I spot a bag of pods on the lower shelf and grab them. “Here! Now let’s go.”
“It was your idea to stop at the store, Lily. And you know I don’t like the pods. The liquid detergent is better.”
“Mom, look at me.” I gesture to my outfit: old leggings, oversized sweatshirt, fluffy pink slippers. “Do I look like I’m fit to be seen in public?”
To make matters worse, my hair is pulled half back in a clip, and the curtain bangs I spontaneously asked for in the midst of my quarter-life crisis keep escaping from it, blocking my vision.
“I’m going through a personal transformation,” I told my hairdresser, pausing for dramatic effect. “I want my new hair to reflect that.”
“Okay,” she said, and then proceeded to ruin my life.
She wielded her scissors as if they were garden shears until all that was left was the ugliest topiary imaginable. And it was on my head. I thought the bangs would make me feel better, but of course they only made everything worse.
“Lily.” Rose’s “mom voice” makes a reappearance—calm but authoritarian—the same tone she used to take when I was a toddler having a meltdown. “It’s not my fault you left the house in your pajamas.”

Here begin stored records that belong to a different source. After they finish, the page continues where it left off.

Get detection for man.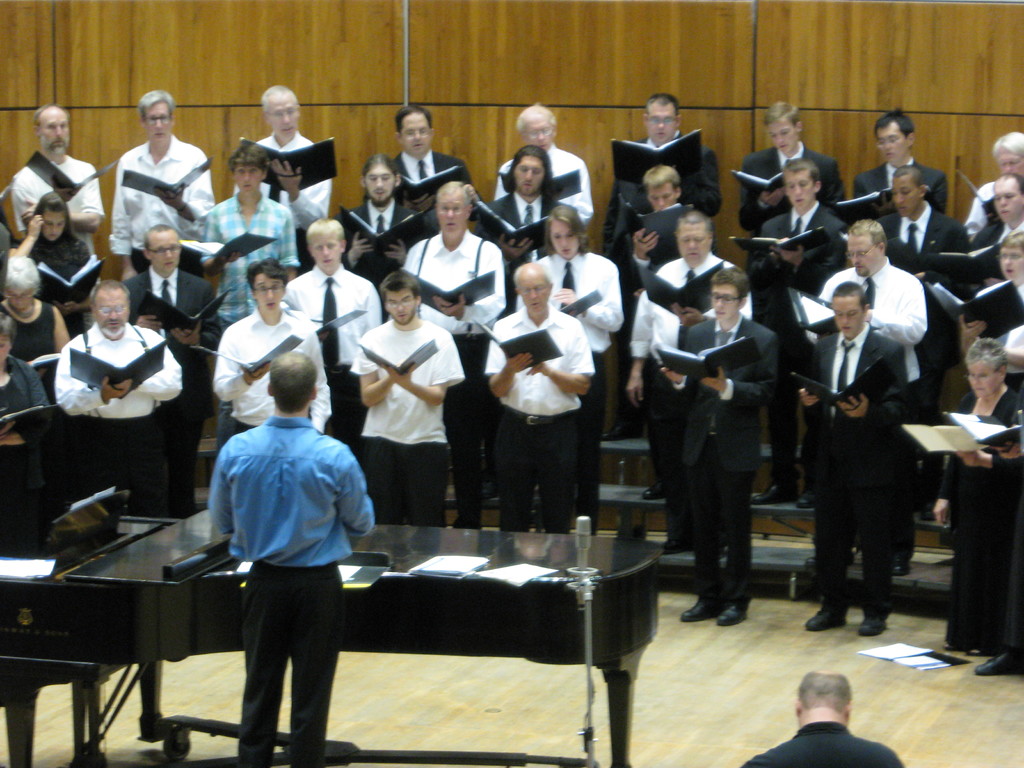
Detection: l=288, t=222, r=382, b=476.
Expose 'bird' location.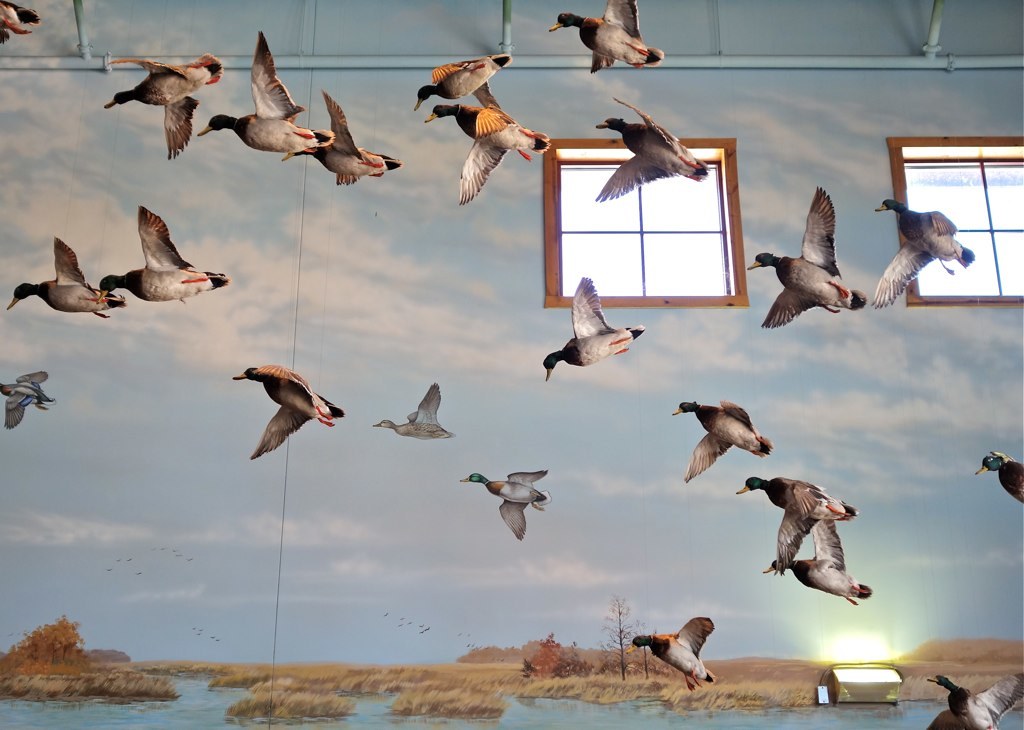
Exposed at 369, 384, 453, 442.
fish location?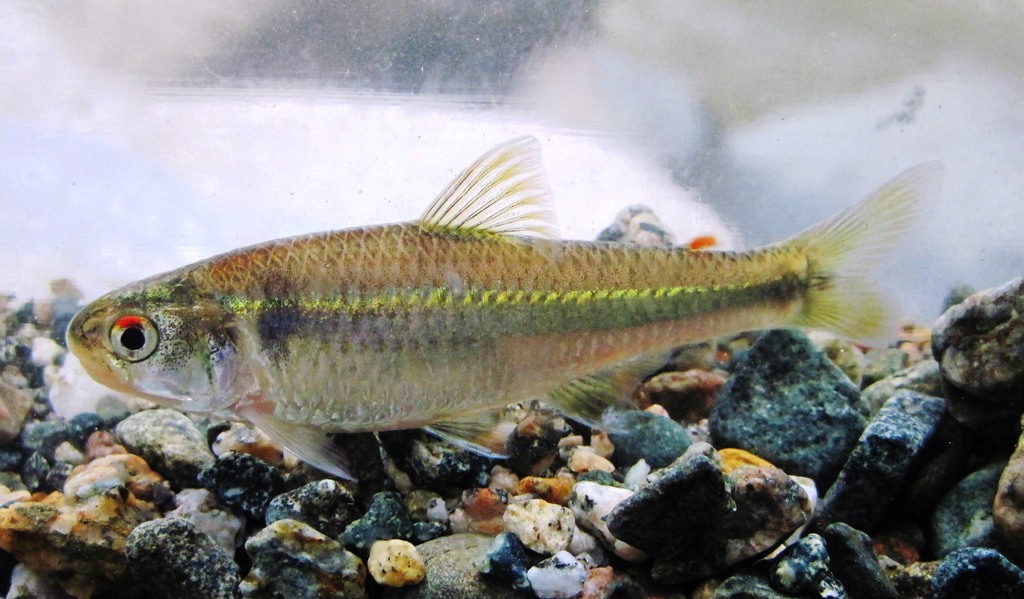
Rect(64, 133, 944, 479)
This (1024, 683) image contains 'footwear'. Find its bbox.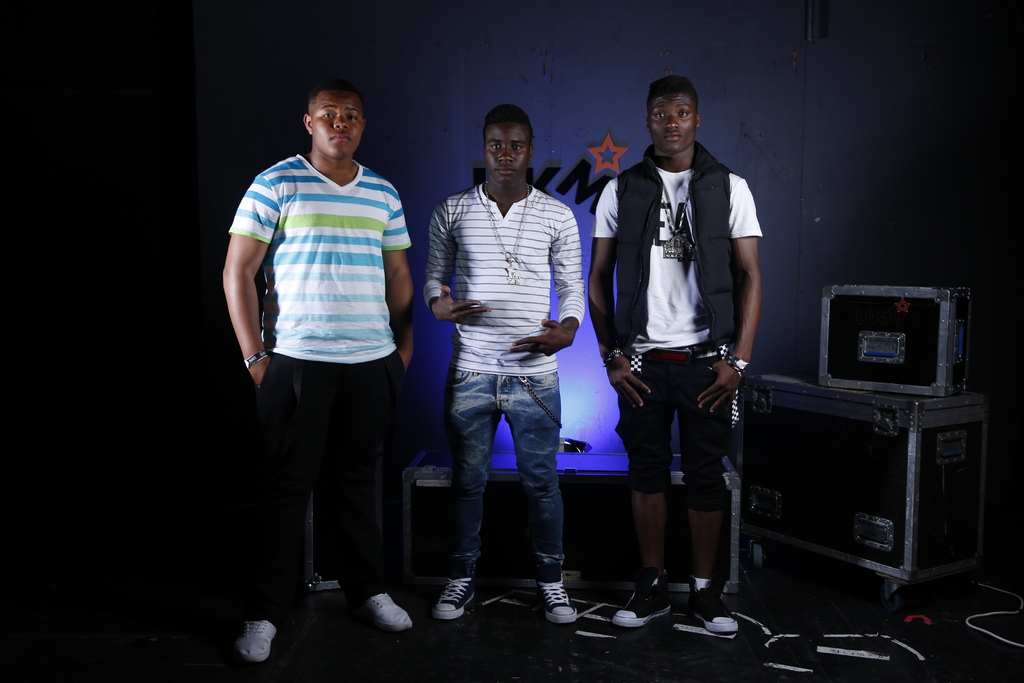
(428, 569, 476, 628).
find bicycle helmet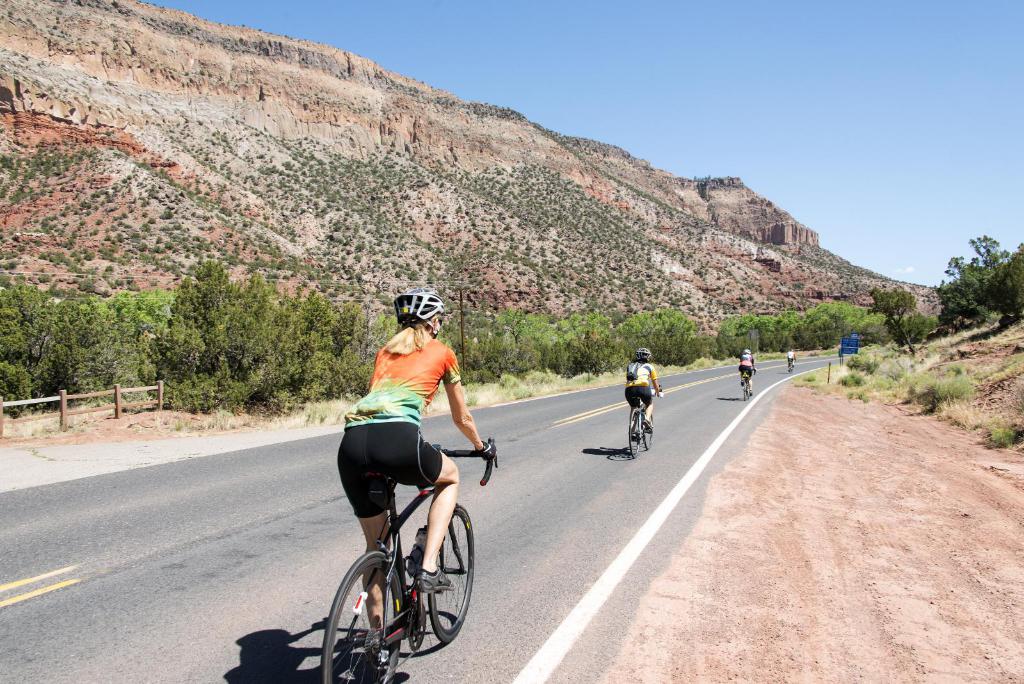
bbox=[390, 291, 435, 330]
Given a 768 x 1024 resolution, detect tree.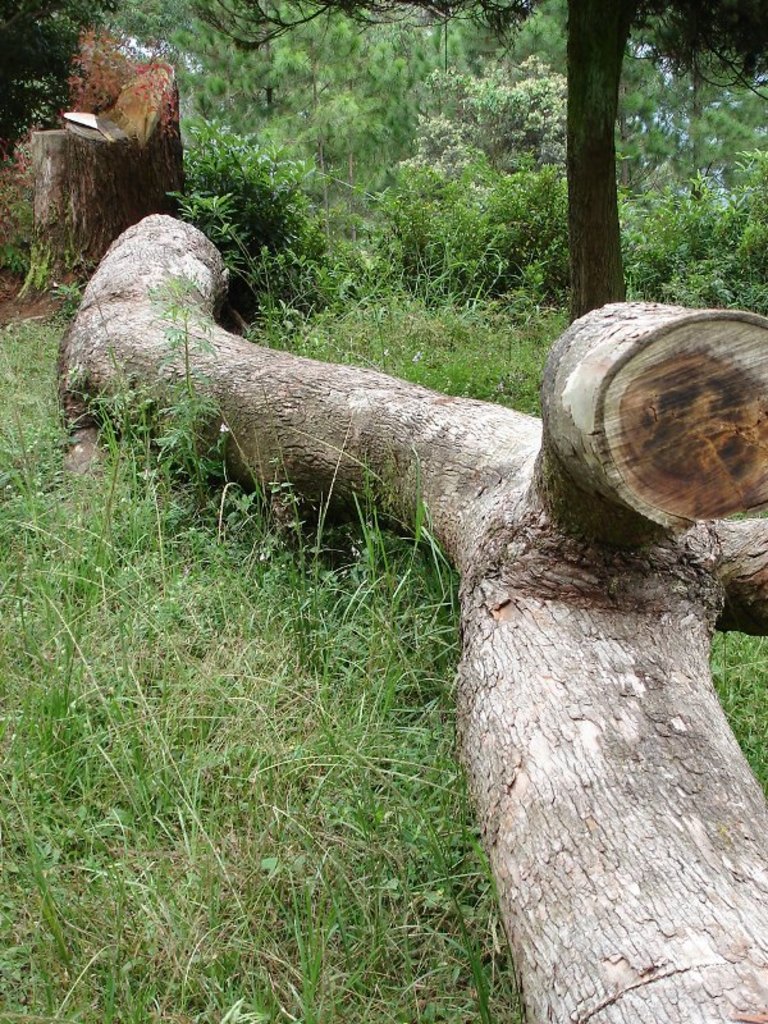
x1=5, y1=0, x2=767, y2=317.
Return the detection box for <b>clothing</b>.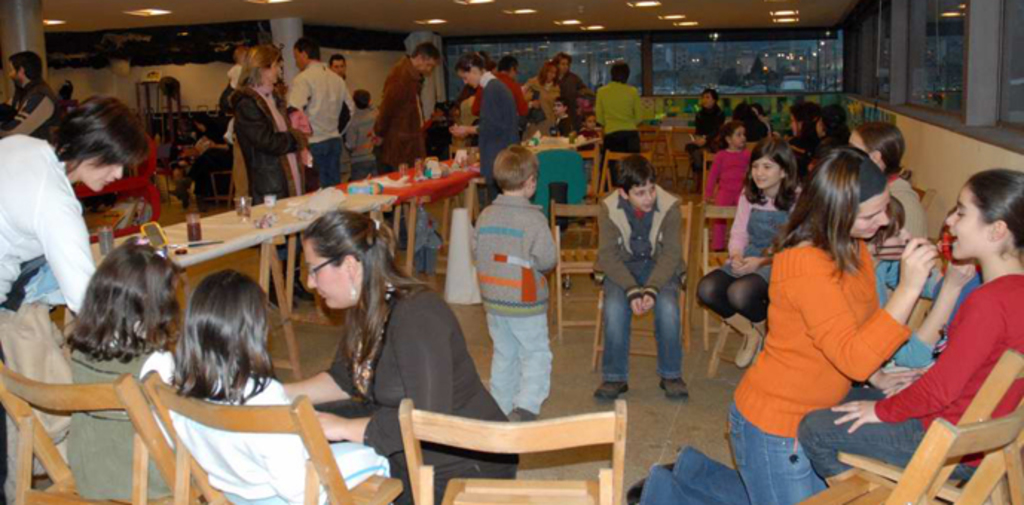
{"left": 554, "top": 116, "right": 577, "bottom": 140}.
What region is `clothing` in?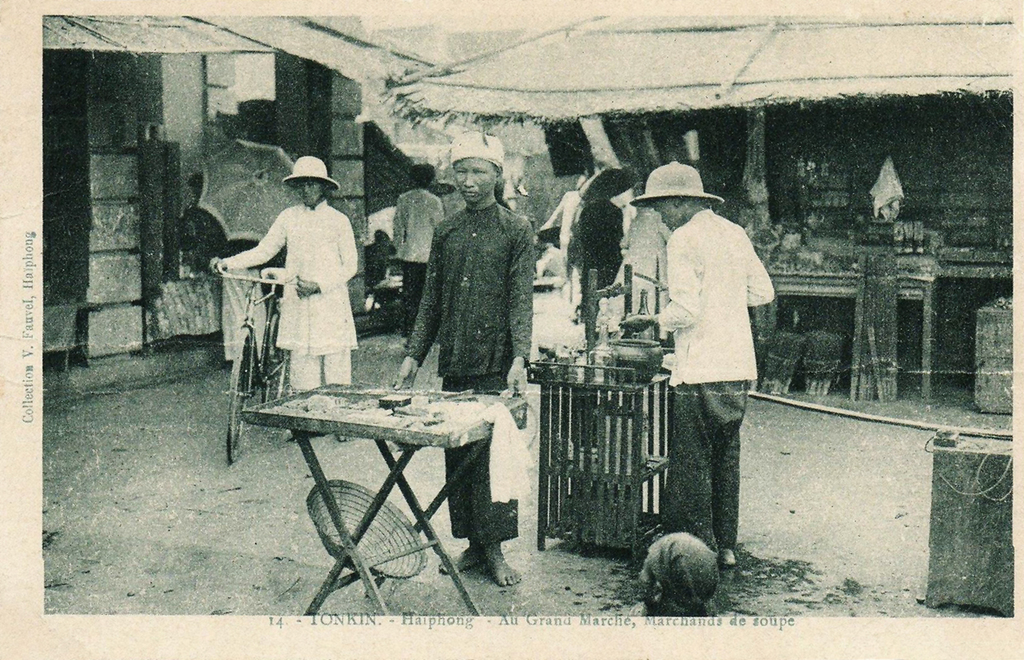
detection(655, 205, 782, 558).
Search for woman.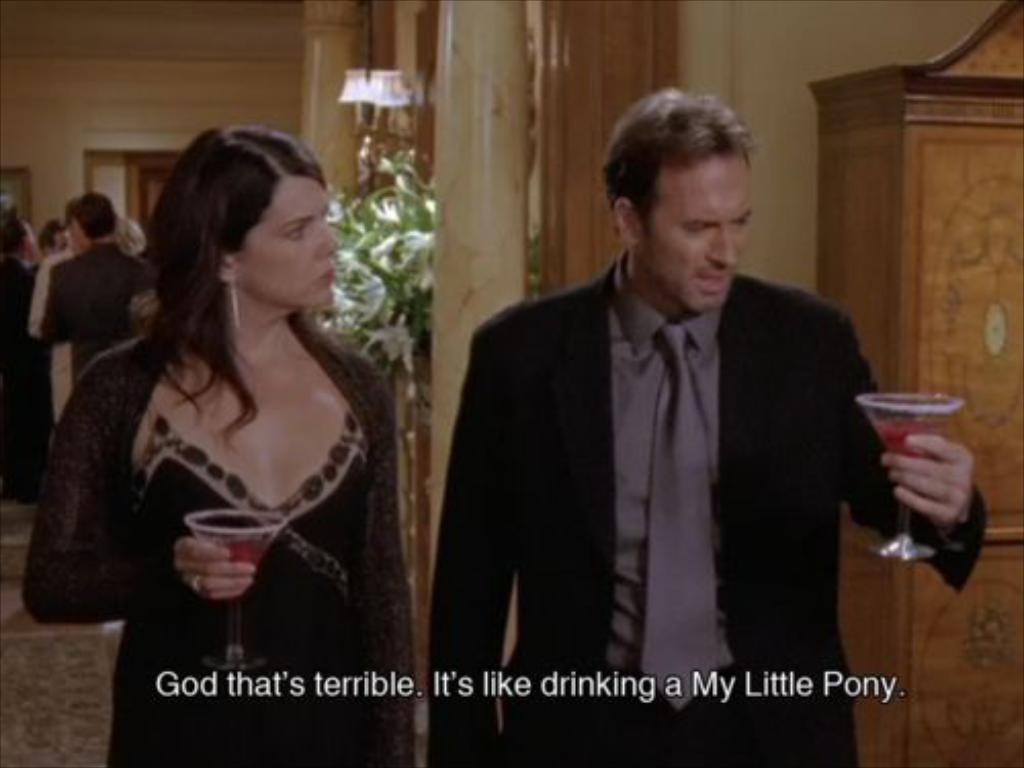
Found at box(23, 121, 420, 766).
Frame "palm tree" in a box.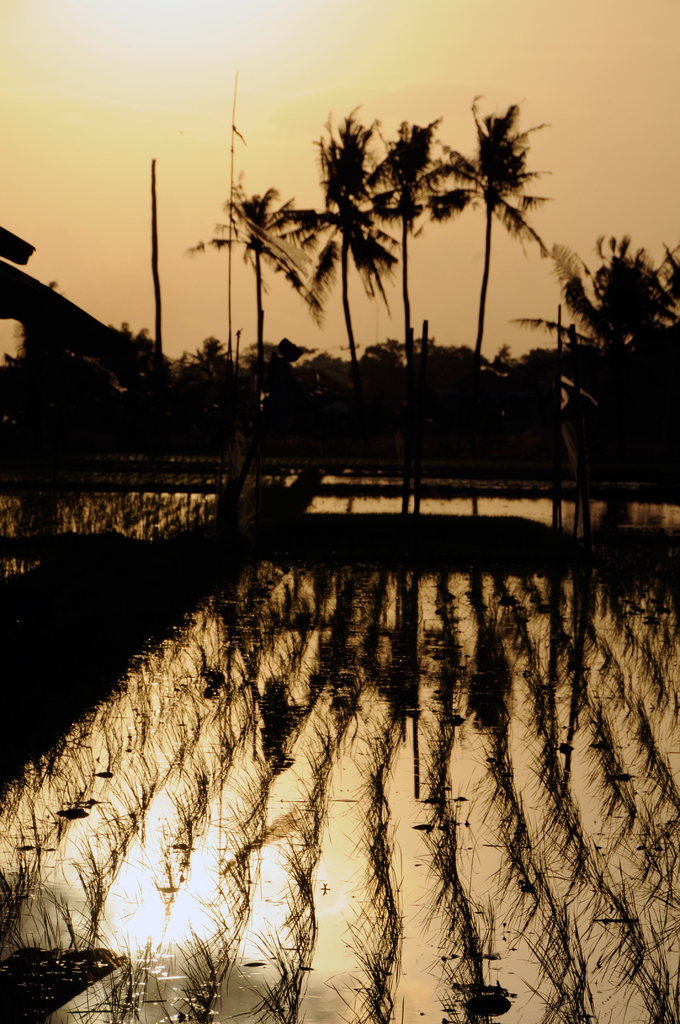
bbox=(284, 118, 382, 371).
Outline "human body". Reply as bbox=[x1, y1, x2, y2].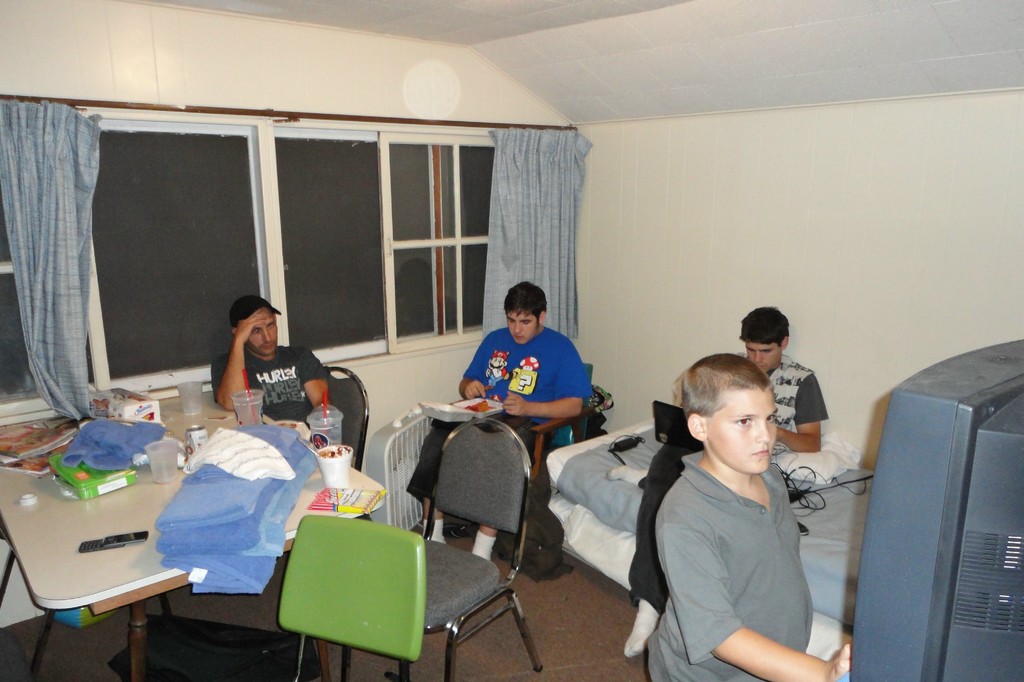
bbox=[624, 296, 819, 647].
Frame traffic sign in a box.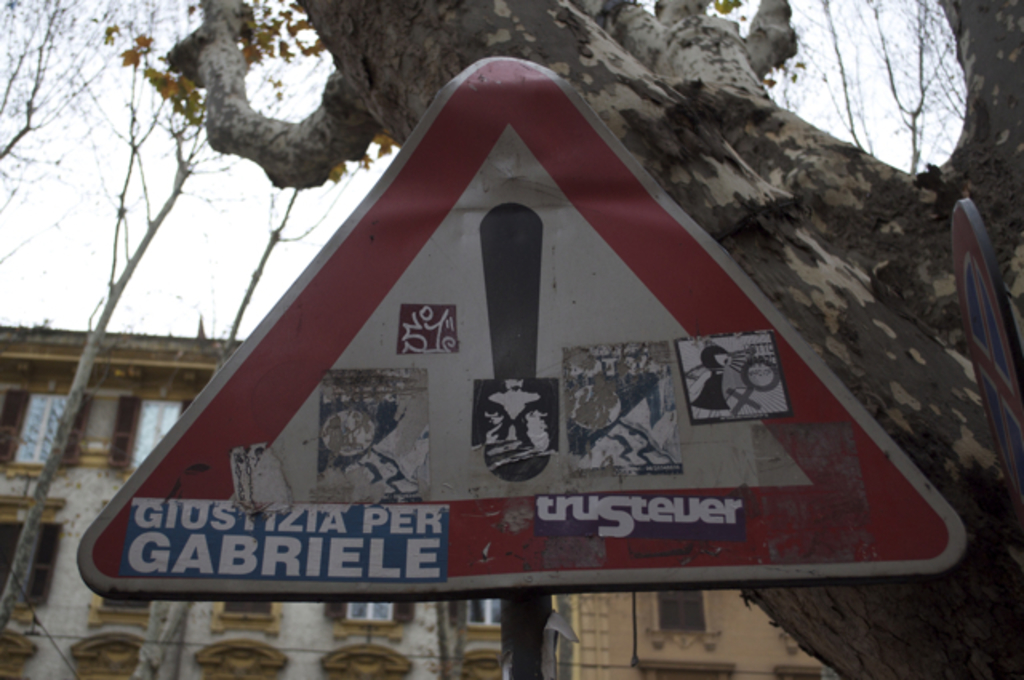
x1=69 y1=59 x2=976 y2=590.
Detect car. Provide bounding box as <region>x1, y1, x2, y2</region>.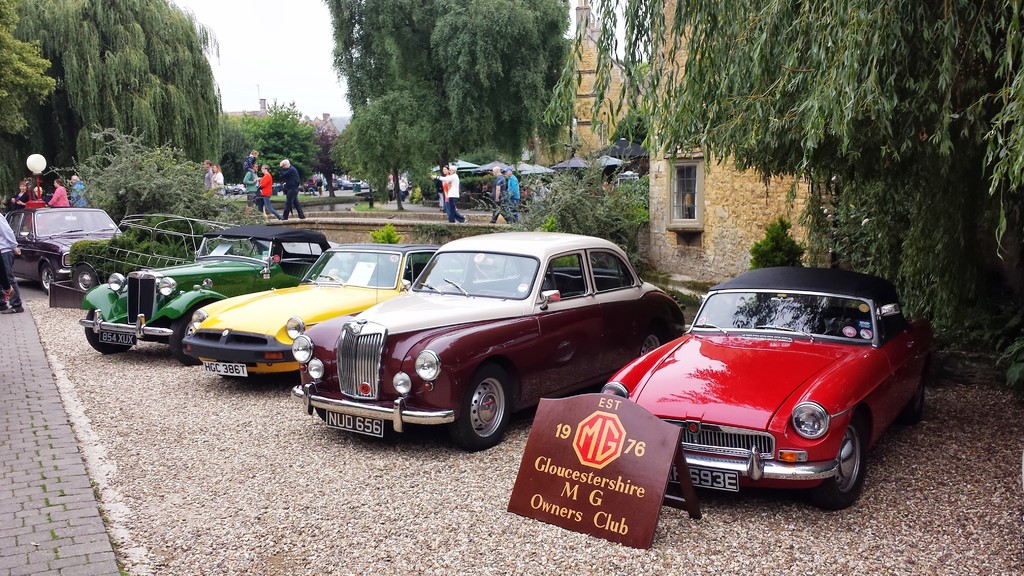
<region>3, 203, 129, 287</region>.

Right now, Rose is wearing flared white jeans, raffia wedges, and a chunky tan-and-white sweater. For not the first time, I’m struck by her simple elegance. When I was a kid, Rose’s beauty was a popular point of teasing. “Lily’s mom is HOT!” I remember hearing as early as sixth grade from Stephen Levinson, the very boy I had a crush on. Once, when I was fifteen, I tried to be clever and rebutted with “I have her genes. You should date me now and consider it a long-term investment.” But even I doubted the statement as soon as I said it.
With Rose’s sleek red hair, long legs, and high cheekbones, no one with eyes and half a brain could disagree. I always hoped I would grow up to look like her, but it seems the only feature I managed to inherit is her red hair. Although, hers is straight and smooth while mine is curly and unwieldy. On my mom, the color looks powerful and singular. On me, it looks like my head is on fire.
“There it is!” says Rose now, pointing to a top shelf. She frowns. “It’s so high up, we might need to ask someone to help us.”
She looks around, searching for an available employee, but I’ve already devised a plan.
“I’ve got this,” I say, beginning to climb. I step on the lower shelf and stretch my hand up. The metal groans but stays put.
“Lily!” Mom shouts. “This is ridiculous. You’re going to get hurt.”
The detergent is just within reach. I can almost grab it. “Give me a boost,” I say.
“Lily, get down.”
This has always been our dynamic. When I was growing up, Mom used to call me her “wild little thing,” because she was always off chasing after me.
I climb another shelf and… there it is! I wrap my fingers around the handle and jut it out into the air like it’s a trophy.
“Woo-hoo!” I yelp. “And you said I wasn’t athletic. Look at me now!”
Rose is laughing but she also looks nervous. “Okay, okay. You’re right. You’re the most athletic person in the world. You would absolutely set a world record, no problem. Now, please, just get down.”
“Thank you,” I say, beginning my descent. “That’s all I wanted to hear.”
I’m almost back on the ground when I hear someone call out my name.
“Lily Gardner?”
I turn around slowly, a heroine in a horror movie. In the harsh fluorescent light of Stop & Shop, I find myself for the first time in a year face-to-face with Henry Wright: my ex-boyfriend, the former love of my life, and the very last person I want to see.
He looks the same but also somehow more himself. His back straighter and his shoulders broader. His face filled in. His hair is shorter, cropped like a helmet, his jacket is less baggy, and his shoes are the kind of purposefully roughed-up, pre-scuffed sneakers that cost upward of five hundred bucks. We used to make fun of that kind of thing.
I drink him in for several seconds, excruciatingly aware of my own disheveled appearance, before I can process the full image. He’s holding hands with a girl. She has neat, short blond hair, no ill-conceived bangs in sight, a small smile, and an even smaller nose. She wears a white eyelet sundress, and the combined effect makes her look like an angel or a ghost, depending on your point of view. Right now, for me, it’s a bit of both. Even more terrifying, a beautiful ghost.
The girl smiles wistfully at Henry, the way people in love always smile: as if they know the secret of the universe, which of course they do. I recognize the expression, because not too long ago I used to look at Henry the same way.
Something on the girl’s hand catches the light, attracting my attention downward. On her fourth finger is the unmistakable glint of a diamond ring.
At that precise moment, my footing loses traction, my hands slip, and everything in the world comes crashing down.